NO MIND APART FROM GOD
The understanding gained in Christian Science that God is all there is brings unbounded joy to the one seeking absolute Truth and an answer to the puzzle of mortal existence. How wonderful to discover that disease is not real and so can be healed, to find that God, Mind, is the only cause, and that consequently life is not a mixture of good and evil but is good alone.
Accepting divine Mind as cause results in a great falling away of limitations, perhaps even in a healing of disease of long standing. But sometimes with the passing of time one becomes dissatisfied with his progress. His inspiration seems to fade, and his joy grows dull. Not recognizing his spiritual status as a son of God, he may be tempted to consider himself a mortal, working up to perfection, and the kingdom of heaven a goal to be attained in the dim future. "If only unbroken harmony could be maintained," he thinks, "if I could always hold to the truth as all, instead of battling with error. Why do I surmount one problem only to come face to face with another?"
Should one find himself in this unsatisfactory state of thought, there is no cause for dismay, but there is certainly a great need for an awakening. For, if self-pity is indulged or allowed to operate as one's own thinking, this unscientific standpoint would keep the student from experiencing his God-given dominion—complete harmony. Inadvertently claiming a separate mind, the student is subjecting himself to all the frustrations and limitations of the human mind. This is an impossible premise, and confusion is naturally the result.
Mary Baker Eddy says in "Science and Health with Key to the Scriptures" (p. 126 ): "Human thought never projected the least portion of true being. Human belief has sought and interpreted in its own way the echo of Spirit, and so seems to have reversed it and repeated it materially; but the human mind never produced a real tone nor sent forth a positive sound." And on page 492 of the same work she says, "God is Mind, and God is infinite; hence all is Mind." Where, then, in the allness of God can there be a separate human mind, battling with a problem?
The solution lies in our letting go of a mortal concept of life, in our refusing to give it identification as man. The limited, material sense of life is all that is discordant and diseased, impoverished or in peril. No one wants this sense of life, and thanks to the revelation of Christian Science, no one has to believe it.
Isaiah must have had a clear understanding of God as the only creator and of man as His immortal son, for he said (2:22 ), "Cease ye from man, whose breath is in his nostrils: for wherein is he to be accounted of?" And he recorded these wonderfully comforting and reassuring messages he received from God (43:10-12): "Before me there was no God formed, neither shall there be after me. I, even I, am the Lord; and beside me there is no saviour.... Therefore ye are my witnesses, saith the Lord, that I am God."

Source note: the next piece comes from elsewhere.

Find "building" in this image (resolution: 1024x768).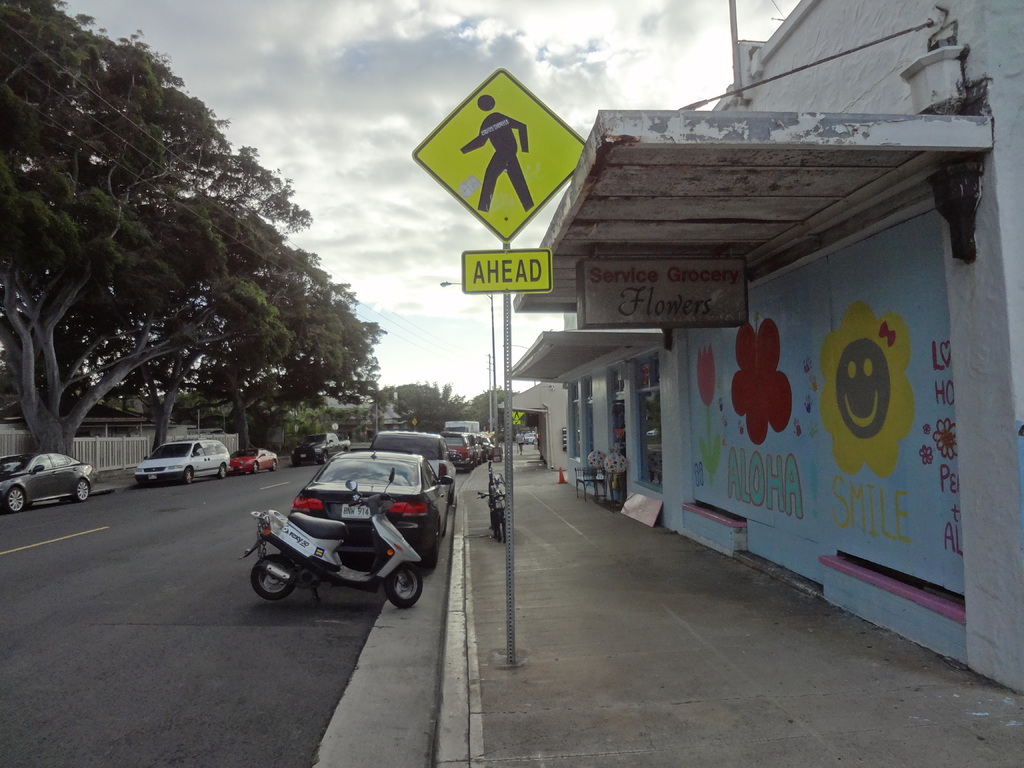
bbox=[504, 0, 1023, 689].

Here, the experience of a Christian Scientist may serve a useful purpose. A few years ago she suddenly became afraid of a disease that was being given great publicity and described as incurable. Symptoms of it appeared. There was a helpless sense of not being able to rise above it. The suggestion of incurability was so aggressive that she felt convinced that neither her own understanding nor that of anyone else could save her. She believed that her inability to realize and to maintain the truth could prevent her restoration to harmony —as if human frailty could keep God from being All!
In deep gloom she went through a period of physical and mental depression and pain. But greater than all desire for healing was a sincere longing to find the ultimate truth of the universe. She finally gave up all attempts to save her life and sought only to find God. Was there another power? Surely there could not be. Then it was that she saw, faintly at first but with increasing conviction and relief, that she really had no life apart from God to live or to lose; no personal understanding of truth, either strong or weak; no mind of her own apart from divine Mind. And she concluded that God, good, is All, whether human sense sees it or not.
The symptoms of the disease gradually disappeared. She was healed. Error had been vanquished by the truth—the truth that God is the only Life and the only Mind.
With new meaning she read again in Science and Health the inspired chapter entitled "Recapitulation."' Here on page 475 our Leader describes man as "that which has no separate mind from God; that which has not a single quality underived from Deity; that which possesses no life, intelligence, nor creative power of his own, but reflects spiritually all that belongs to his Maker."
It may appear that an experience is harsh, but when the light of Truth dawns, we see that it was only a supposed mental conflict, without cause, presence, power, or individuality. The Christ, Truth, is always at hand, gently insisting on the recognition of God as Mind, as All, and saying (Matt. 25:34 ), "Come, ye blessed of my Father, inherit the kingdom prepared for you from the foundation of the world."